I came across a July 9, 1946 Gazette and Daily article about D. Bentz Heilman. It says that Heilman left his native Pittsburgh in 1879, at age 15, for the West. In a few weeks he became a stage coach driver for the Northwestern Stage Lines, running from Rawlins to Rock Creek in Wyoming Territory. The position has suddenly opened up when the former driver was “shot in a saloon brawl.”
He said that the native Sioux took a liking to him, which was quite unusual. He also had an arrangement with a gang of stage robbers–he would make purchases for them in Rawlins, “where the young men were not popular, and they in turn never robbed his stage.” He notes that he always was careful to give them their correct change, and that most of them were eventually hung.
He carried a Colt revolver which he brought back to York. It is shown in the photo above that accompanied the Gazette article. The man he purchased it from said it was picked up on the field after Custer’s massacre. Heilman was skeptical of that story, but the writer of the article notes that it “does bear old U.S. Army markings.
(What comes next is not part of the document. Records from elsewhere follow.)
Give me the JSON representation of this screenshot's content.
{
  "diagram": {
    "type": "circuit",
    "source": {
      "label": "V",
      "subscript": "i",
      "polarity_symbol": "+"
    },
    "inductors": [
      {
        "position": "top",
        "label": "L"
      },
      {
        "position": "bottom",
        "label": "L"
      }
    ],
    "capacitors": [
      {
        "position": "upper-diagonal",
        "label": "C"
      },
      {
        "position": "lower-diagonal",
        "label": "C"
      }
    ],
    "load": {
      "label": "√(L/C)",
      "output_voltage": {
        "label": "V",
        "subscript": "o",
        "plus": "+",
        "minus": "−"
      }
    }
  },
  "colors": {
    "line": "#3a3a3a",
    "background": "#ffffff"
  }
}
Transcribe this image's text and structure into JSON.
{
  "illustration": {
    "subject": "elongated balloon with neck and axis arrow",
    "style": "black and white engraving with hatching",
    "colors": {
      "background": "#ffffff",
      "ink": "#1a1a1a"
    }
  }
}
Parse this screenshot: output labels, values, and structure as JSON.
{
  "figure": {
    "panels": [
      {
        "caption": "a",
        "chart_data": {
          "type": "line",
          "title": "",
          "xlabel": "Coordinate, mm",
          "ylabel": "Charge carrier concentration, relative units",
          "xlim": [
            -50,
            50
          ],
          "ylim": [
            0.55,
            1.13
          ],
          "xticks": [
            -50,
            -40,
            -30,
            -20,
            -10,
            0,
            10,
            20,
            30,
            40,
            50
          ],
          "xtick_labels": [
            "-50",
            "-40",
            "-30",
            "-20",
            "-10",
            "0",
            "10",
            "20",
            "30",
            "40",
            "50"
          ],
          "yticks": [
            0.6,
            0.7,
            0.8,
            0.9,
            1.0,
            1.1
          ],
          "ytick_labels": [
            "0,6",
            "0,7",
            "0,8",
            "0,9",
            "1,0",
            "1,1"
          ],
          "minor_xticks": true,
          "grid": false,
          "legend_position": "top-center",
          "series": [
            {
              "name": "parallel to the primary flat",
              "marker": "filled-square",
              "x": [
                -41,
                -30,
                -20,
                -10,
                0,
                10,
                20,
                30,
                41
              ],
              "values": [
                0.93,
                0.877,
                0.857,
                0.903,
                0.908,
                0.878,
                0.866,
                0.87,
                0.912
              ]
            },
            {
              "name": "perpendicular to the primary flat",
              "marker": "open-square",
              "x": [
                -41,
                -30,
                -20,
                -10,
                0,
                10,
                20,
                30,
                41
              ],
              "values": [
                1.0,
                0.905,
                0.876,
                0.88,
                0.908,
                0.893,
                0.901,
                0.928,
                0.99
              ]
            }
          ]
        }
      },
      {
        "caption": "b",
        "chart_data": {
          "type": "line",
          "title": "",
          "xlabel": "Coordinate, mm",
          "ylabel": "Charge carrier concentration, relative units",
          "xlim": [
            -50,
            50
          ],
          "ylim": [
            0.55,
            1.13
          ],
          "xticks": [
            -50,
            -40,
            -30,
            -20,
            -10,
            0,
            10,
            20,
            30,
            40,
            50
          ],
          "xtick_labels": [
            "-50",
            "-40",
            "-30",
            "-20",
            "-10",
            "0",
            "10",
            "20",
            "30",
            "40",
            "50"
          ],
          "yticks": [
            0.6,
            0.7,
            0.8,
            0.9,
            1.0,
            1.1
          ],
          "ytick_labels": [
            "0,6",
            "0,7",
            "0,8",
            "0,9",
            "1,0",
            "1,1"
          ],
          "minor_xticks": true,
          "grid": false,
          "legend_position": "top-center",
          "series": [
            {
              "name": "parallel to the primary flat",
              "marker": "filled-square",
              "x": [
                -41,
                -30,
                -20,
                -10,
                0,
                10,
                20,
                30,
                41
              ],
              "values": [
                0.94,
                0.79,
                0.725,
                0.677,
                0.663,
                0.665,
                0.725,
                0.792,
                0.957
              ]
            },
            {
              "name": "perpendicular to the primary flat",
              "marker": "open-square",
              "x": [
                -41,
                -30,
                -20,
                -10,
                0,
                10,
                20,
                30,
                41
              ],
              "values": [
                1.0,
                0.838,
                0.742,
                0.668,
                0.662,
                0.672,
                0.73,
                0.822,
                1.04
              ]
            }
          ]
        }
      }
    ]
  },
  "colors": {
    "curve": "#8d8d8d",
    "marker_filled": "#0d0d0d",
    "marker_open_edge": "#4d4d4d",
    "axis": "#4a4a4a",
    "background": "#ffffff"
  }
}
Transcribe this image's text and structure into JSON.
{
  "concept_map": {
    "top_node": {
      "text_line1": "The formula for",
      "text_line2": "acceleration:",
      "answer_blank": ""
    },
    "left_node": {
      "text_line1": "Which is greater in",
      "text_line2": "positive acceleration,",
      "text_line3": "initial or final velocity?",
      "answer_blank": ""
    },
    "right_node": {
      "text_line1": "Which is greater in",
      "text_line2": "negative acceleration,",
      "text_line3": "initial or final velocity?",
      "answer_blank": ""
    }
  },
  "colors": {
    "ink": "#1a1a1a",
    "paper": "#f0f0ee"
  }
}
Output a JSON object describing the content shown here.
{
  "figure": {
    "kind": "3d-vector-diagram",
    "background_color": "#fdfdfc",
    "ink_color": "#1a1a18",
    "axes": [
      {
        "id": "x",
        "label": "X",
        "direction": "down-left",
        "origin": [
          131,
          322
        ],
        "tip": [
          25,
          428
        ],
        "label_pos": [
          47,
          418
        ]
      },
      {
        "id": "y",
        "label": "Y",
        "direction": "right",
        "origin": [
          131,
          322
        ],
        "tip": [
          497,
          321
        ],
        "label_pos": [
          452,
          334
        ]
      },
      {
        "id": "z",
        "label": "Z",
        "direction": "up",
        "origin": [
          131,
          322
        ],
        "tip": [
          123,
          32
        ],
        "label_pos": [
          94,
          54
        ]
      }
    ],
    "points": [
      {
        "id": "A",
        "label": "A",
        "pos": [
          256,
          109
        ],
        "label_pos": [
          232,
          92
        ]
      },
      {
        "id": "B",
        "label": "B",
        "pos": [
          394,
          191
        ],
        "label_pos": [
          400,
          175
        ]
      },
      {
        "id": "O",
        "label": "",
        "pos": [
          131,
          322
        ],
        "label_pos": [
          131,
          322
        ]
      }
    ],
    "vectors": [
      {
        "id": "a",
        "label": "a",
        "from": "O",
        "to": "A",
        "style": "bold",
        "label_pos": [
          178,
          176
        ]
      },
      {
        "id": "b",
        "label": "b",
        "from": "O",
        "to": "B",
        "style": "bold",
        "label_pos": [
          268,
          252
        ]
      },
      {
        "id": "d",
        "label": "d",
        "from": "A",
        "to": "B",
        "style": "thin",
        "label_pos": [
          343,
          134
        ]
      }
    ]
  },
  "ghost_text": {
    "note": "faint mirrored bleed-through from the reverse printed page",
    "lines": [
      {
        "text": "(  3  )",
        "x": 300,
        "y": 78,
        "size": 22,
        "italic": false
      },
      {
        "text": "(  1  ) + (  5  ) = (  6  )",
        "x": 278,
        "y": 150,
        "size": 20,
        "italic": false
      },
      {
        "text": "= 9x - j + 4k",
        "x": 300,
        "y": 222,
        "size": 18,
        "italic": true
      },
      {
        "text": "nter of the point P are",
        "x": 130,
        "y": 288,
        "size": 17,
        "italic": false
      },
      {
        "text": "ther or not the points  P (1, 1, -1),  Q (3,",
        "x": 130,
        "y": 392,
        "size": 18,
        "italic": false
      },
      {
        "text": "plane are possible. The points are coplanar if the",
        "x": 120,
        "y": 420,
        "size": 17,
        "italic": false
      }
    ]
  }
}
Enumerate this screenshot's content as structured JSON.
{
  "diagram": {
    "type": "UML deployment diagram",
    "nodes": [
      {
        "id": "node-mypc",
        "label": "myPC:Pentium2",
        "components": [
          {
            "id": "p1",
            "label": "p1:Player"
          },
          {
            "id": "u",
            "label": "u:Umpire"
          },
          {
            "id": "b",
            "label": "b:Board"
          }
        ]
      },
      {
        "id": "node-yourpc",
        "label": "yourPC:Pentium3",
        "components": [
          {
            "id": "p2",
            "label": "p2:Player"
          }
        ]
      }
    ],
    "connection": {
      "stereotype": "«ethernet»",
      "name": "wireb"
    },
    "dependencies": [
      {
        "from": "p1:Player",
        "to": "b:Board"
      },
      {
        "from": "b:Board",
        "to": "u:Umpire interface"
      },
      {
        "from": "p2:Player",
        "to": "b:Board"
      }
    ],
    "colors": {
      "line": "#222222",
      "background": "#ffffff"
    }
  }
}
He met “Buffalo Bill” Cody, “Wild Bill” Hickok and Calamity Jane, who Heilman said he saved from freezing, when she was down on her luck, by letting her come out of the cold into the stage coach office.
Heilman settled in York in 1912, keeping a hotel in Weiglestown and a cattle farm along the Conewago Creek. In 1946, at age 82, he was living with his daughter, Mrs. Michael Rupp, in York and sharing his memories of the old West.
Note: Although Calamity Jane is often associated with Deadwood, S.D., results of a Google finds her in Rawlins, Wyo. in the 1880s.